Hystopia

In an alternative version of American history, JFK is in his third term as President, Michigan is basically one huge fiery riot, and the government is subjecting soldiers returning from Vietnam to experimental psychological treatment. Reenactments of their traumas are resulting in a loss of memory of any of the traumatic events; for some, who went to war with childhood friends, this includes large gaps in their memories over the course of a lifetime. Meanwhile, one failed experiment, known as Rake, has embarked on a killing spree, dragging along a psychologically damaged young woman, Meg, whose boyfriend was killed in Vietnam.

If that sounds complicated, the actual plot involves another overlay of fiction: the “real” world of the novel is an alternative history, in which the “novelist”, who subsequently commits suicide, invents yet another alternative world; in that world, his sister Meg is still alive and capable of rescue.
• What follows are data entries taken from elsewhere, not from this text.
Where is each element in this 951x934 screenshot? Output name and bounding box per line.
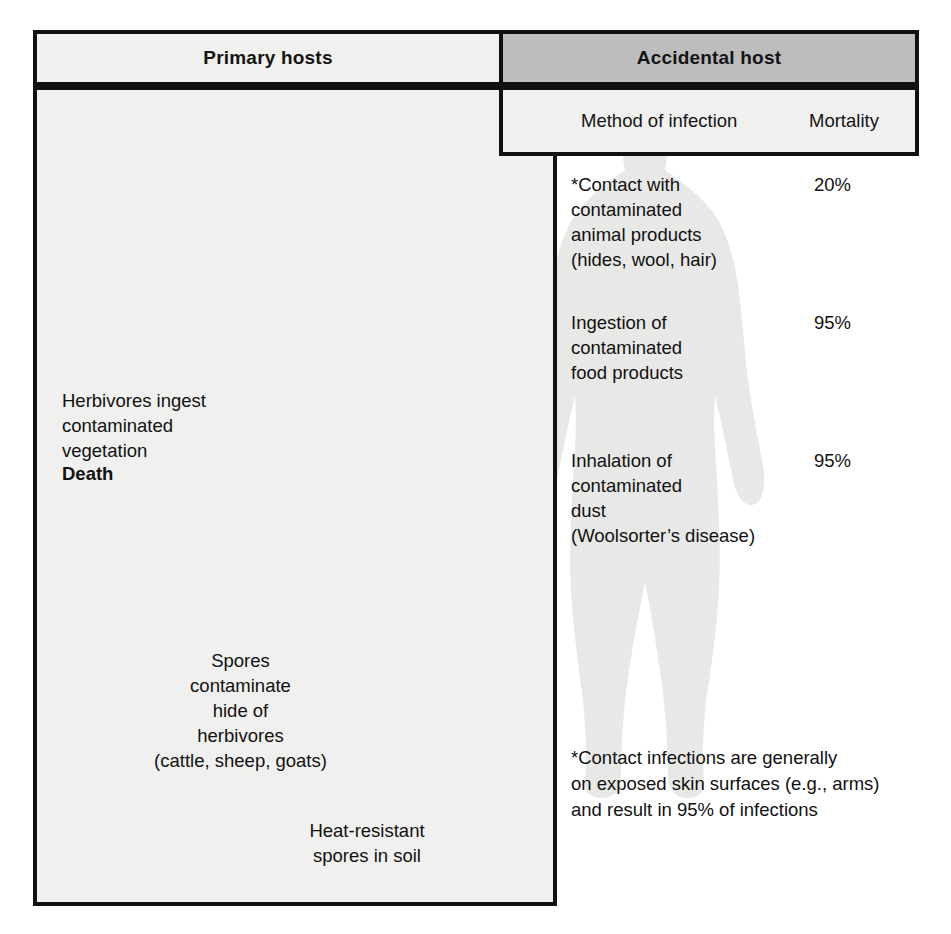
accidental-host-label: Accidental host (503, 47, 915, 69)
accidental-host-header: Accidental host (499, 30, 919, 86)
primary-hosts-label: Primary hosts (37, 47, 499, 69)
herbivore-death-label: Death (62, 463, 113, 485)
spores-contaminate-hide-note: Spores contaminate hide of herbivores (c… (118, 648, 363, 773)
heat-resistant-spores-note: Heat-resistant spores in soil (262, 818, 472, 868)
accidental-host-subheader-row: Method of infection Mortality (499, 86, 919, 156)
diagram-canvas: .arw { fill:#b3b3b3; stroke:#111111; str… (0, 0, 951, 934)
herbivore-ingestion-note: Herbivores ingest contaminated vegetatio… (62, 388, 206, 463)
method-of-infection-label: Method of infection (581, 110, 737, 132)
contact-infection-footnote: *Contact infections are generally on exp… (571, 745, 879, 823)
mortality-value-contact: 20% (814, 172, 851, 197)
mortality-value-ingestion: 95% (814, 310, 851, 335)
mortality-label: Mortality (809, 110, 879, 132)
infection-method-inhalation: Inhalation of contaminated dust (Woolsor… (571, 448, 755, 548)
infection-method-contact: *Contact with contaminated animal produc… (571, 172, 717, 272)
infection-method-ingestion: Ingestion of contaminated food products (571, 310, 683, 385)
primary-hosts-panel (33, 86, 557, 906)
primary-hosts-header: Primary hosts (33, 30, 503, 86)
mortality-value-inhalation: 95% (814, 448, 851, 473)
The framework of the novel-within-a-novel includes statements by those who knew the siblings, compounding the effect created by the shifting versions of novelistic truth. Meanwhile, the memory loss and forced drugging of the survivors evokes the surreal experience of a generation of soldiers that returned from war to find a new world had created itself in their absence.

Last year gave us The Sympathizer, an incredibly important Vietnam War book; Hystopia is possibly no less important, though from a completely different perspective. While some of its techniques may be a little obvious – the layering of historical narrative, for instance, and retrospective truth – it’s sufficiently original to earn forgiveness, and isn’t afraid to ask hard questions, the most significant of which is: what happens when an entire nation consciously chooses to forget its own trauma?